All posts tagged torque

Towing Power: 4 Truck Tips to Increase Your Torque

Torque is what gives your truck low-end power to muscle through deep sand and tow heavy trailers. While many newer trucks have excellent horsepower, they often lack the ability to transfer that power to the wheels at lower speeds. Here is a look at four tips you can use to give your truck massive power when it is needed the most.

1. Have It Professionally Tuned

New vehicles often come with complex computers that manage the entire mechanical system. While these processors can save you money on gas or diesel, they could be limiting your torque. Truck owners should find a local garage that offers custom tuning to those who want as much power out of their vehicle as possible. In many cases, these services can be finished in just 15 or 20 minutes, and they could increase your truck’s torque by as much as five percent.

2. An Aftermarket Exhaust System

Anyone who plans on towing a trailer from Hillsboro Industries with their truck should consider upgrading their exhaust system. While it might not seem like the exhaust does much to alter your engine’s power, it is actually one of the most common areas where low-end strength is lost. Stock exhaust systems bottleneck the air coming out of the engine, and this prevents new air from being drawn in as efficiently as it could. Aftermarket systems are designed to pull air out as quickly as possible without causing any backflow.

3. Install a Performance Chip

Depending on the model you have purchased, your truck might already have a performance chip inside it. These small devices plug into your OBD-II port and give you full control over many aspects of your engine. A performance chip essentially allows you to tune your truck without heading into a garage. Many modern chips also allow you to create specific settings depending on what type of driving you plan on doing.

4. Cold Air Intake

Installing a cold air intake is one of the most cost-effective ways to increase your torque, but you should first make sure these devices are legal in your state. Because they alter a truck’s emissions, some states have decided to ban them. This upgrade lowers the temperature of the air that is going into your engine to make it as dense as possible.

Many of these tips and upgrades will not only make your truck more powerful, but they could even improve its efficiency. That makes them an excellent investment for practically any driver.

Diesel vs Gasoline Engine: The Bitter Impasse

On October 17, 2002, the Banks Dodge Dakota Sidewinder rolled onto five feet of white potash salt in the shadow of the hazy Silver Island Mountains at Bonneville, Utah. It carried a 5.9-liter Cummins turbodiesel engine with 1,300 lb-ft of torque. Three days later, it would set a world speed record of 222 mph. Before the trials, company president Gale Banks announced, “Diesel has a negative image in many quarters. We intend to erase that image.”

The lines were drawn.

Citius, Altius, Fortius: Diesel’s Low-End Torque

Diesel engines create immense amounts of torque for the reasons of turbocharger boost (optional), stroke length, and average effective cylinder pressure. Most diesel powertrains are made with forged components to withstand the high compression ratios – 20:1 is typical – and are thus capable of transmitting the extra torque from a long piston stroke. As Archimedes said, “Give me a lever long enough and a fulcrum on which to place it, and I shall move the world.”

Big Bang, Small Package: Gas’s Power-to-Weight Ratio

In January 2014, Nissan unveiled a 400-horsepower 1.5-liter engine small enough to fit inside a hiking backpack. The engine, destined for the ZEOD RC, weighs only 88 pounds. Such technology proves that gasoline engines are capable of tremendous power-to-weight ratios, which are becoming increasingly important as western nations adopt suburban lifestyles and lightweight cars.

Built to Impress: Diesel’s Long-Lasting Reliability

In May 2005, Mercedes grabbed three E-Class sedans off the production line, gave each an experimental V6 CDI diesel engine and raced them around a Texas track for 100,000 miles. Each car ran for 30 days at an average of 140 mph, averaged 18 mpg and satisfied CARB emission standards. None broke.

Modern diesel engines are the posterity of the compression-ignition powerplants used to motivate great marine steel carriers. Their lower RPMs, mechanical ignition systems and heavy-duty components guarantee years of use. Plus, they average 20-30 percent better adjusted fuel economy than their gas counterparts. If they do break, aftermarket parts like front-end conversions and brake upgrades are available from Pure Diesel Power.

Popularity Contest: Gas’s Availability

Diesel-powered cars make up 2.8 percent of American passenger vehicles. Gasoline is America’s pet, and the reason is simple: price. A Jeep Grand Cherokee EcoDiesel, for instance, costs $4,500 more than the base V6 model. The payback period extends far beyond the average length of new car ownership.

As of now, gasoline engines remain the most versatile and widely used engines in America. But thanks to clean-diesel exhaust fluids, noise cancellation technology and icons like the Sidewinder, diesel may not have long to wait.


- Task objective:
Word for word, set down every record that appears below.

- Data for the task:
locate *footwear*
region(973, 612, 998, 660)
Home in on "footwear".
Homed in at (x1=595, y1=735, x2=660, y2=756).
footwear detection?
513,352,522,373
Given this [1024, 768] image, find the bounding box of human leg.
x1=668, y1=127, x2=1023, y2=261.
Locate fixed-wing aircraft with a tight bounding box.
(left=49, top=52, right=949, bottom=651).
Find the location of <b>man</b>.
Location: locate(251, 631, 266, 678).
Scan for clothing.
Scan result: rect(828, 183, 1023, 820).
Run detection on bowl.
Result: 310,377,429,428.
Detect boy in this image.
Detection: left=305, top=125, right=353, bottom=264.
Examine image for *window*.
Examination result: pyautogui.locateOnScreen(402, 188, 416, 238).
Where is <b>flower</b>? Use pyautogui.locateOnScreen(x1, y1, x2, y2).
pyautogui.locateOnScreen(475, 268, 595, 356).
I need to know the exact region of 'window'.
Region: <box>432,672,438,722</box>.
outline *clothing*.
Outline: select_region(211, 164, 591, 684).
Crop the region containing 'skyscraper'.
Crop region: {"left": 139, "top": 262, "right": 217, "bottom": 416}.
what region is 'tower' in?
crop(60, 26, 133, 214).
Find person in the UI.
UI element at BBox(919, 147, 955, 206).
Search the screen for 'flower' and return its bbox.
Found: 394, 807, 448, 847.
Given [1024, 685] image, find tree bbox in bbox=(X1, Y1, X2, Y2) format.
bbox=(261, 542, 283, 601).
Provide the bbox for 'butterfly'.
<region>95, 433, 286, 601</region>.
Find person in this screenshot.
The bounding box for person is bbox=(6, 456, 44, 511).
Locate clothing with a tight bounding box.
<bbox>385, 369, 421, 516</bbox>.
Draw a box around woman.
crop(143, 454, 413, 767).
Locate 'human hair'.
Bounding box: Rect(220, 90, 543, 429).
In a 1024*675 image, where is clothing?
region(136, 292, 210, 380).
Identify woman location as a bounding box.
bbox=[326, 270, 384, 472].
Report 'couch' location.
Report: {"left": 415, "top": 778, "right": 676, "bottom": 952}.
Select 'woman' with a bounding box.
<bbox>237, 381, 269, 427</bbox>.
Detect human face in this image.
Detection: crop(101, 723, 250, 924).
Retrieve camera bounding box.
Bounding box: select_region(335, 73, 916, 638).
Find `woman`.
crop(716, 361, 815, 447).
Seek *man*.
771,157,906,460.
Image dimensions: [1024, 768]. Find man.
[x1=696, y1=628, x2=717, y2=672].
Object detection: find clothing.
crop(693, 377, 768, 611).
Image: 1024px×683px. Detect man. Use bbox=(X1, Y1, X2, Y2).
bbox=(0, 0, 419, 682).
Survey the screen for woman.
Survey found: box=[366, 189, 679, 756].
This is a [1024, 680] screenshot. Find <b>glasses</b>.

- Task solution:
locate *footwear*
region(973, 612, 998, 660)
Home in on "footwear".
Homed in at (x1=595, y1=735, x2=660, y2=756).
footwear detection?
513,352,522,373
Given this [1024, 768] image, find the bounding box of human leg.
x1=668, y1=127, x2=1023, y2=261.
Locate fixed-wing aircraft with a tight bounding box.
(left=49, top=52, right=949, bottom=651).
Find the location of <b>man</b>.
Location: locate(251, 631, 266, 678).
Scan for clothing.
Scan result: rect(828, 183, 1023, 820).
Run detection on bowl.
Result: 310,377,429,428.
Detect boy in this image.
Detection: left=305, top=125, right=353, bottom=264.
Examine image for *window*.
Examination result: pyautogui.locateOnScreen(402, 188, 416, 238).
Where is <b>flower</b>? Use pyautogui.locateOnScreen(x1, y1, x2, y2).
pyautogui.locateOnScreen(475, 268, 595, 356).
I need to know the exact region of 'window'.
Region: <box>432,672,438,722</box>.
outline *clothing*.
Outline: select_region(211, 164, 591, 684).
Crop the region containing 'skyscraper'.
Crop region: {"left": 139, "top": 262, "right": 217, "bottom": 416}.
what region is 'tower' in?
crop(60, 26, 133, 214).
Find person in the UI.
UI element at BBox(919, 147, 955, 206).
Search the screen for 'flower' and return its bbox.
Found: 394, 807, 448, 847.
Given [1024, 685] image, find tree bbox in bbox=(X1, Y1, X2, Y2) format.
bbox=(261, 542, 283, 601).
Provide the bbox for 'butterfly'.
<region>95, 433, 286, 601</region>.
Find person in this screenshot.
The bounding box for person is bbox=(6, 456, 44, 511).
Locate clothing with a tight bounding box.
<bbox>385, 369, 421, 516</bbox>.
Draw a box around woman.
crop(143, 454, 413, 767).
Locate 'human hair'.
Bounding box: Rect(220, 90, 543, 429).
In a 1024*675 image, where is clothing?
region(136, 292, 210, 380).
Identify woman location as a bounding box.
bbox=[326, 270, 384, 472].
Report 'couch' location.
Report: {"left": 415, "top": 778, "right": 676, "bottom": 952}.
Select 'woman' with a bounding box.
<bbox>237, 381, 269, 427</bbox>.
Detect human face in this image.
Detection: crop(101, 723, 250, 924).
Retrieve camera bounding box.
Bounding box: select_region(335, 73, 916, 638).
Find `woman`.
crop(716, 361, 815, 447).
Seek *man*.
771,157,906,460.
Image dimensions: [1024, 768]. Find man.
[x1=696, y1=628, x2=717, y2=672].
Object detection: find clothing.
crop(693, 377, 768, 611).
Image: 1024px×683px. Detect man. Use bbox=(X1, Y1, X2, Y2).
bbox=(0, 0, 419, 682).
Survey the screen for woman.
Survey found: box=[366, 189, 679, 756].
This is a [1024, 680] screenshot. Find <b>glasses</b>.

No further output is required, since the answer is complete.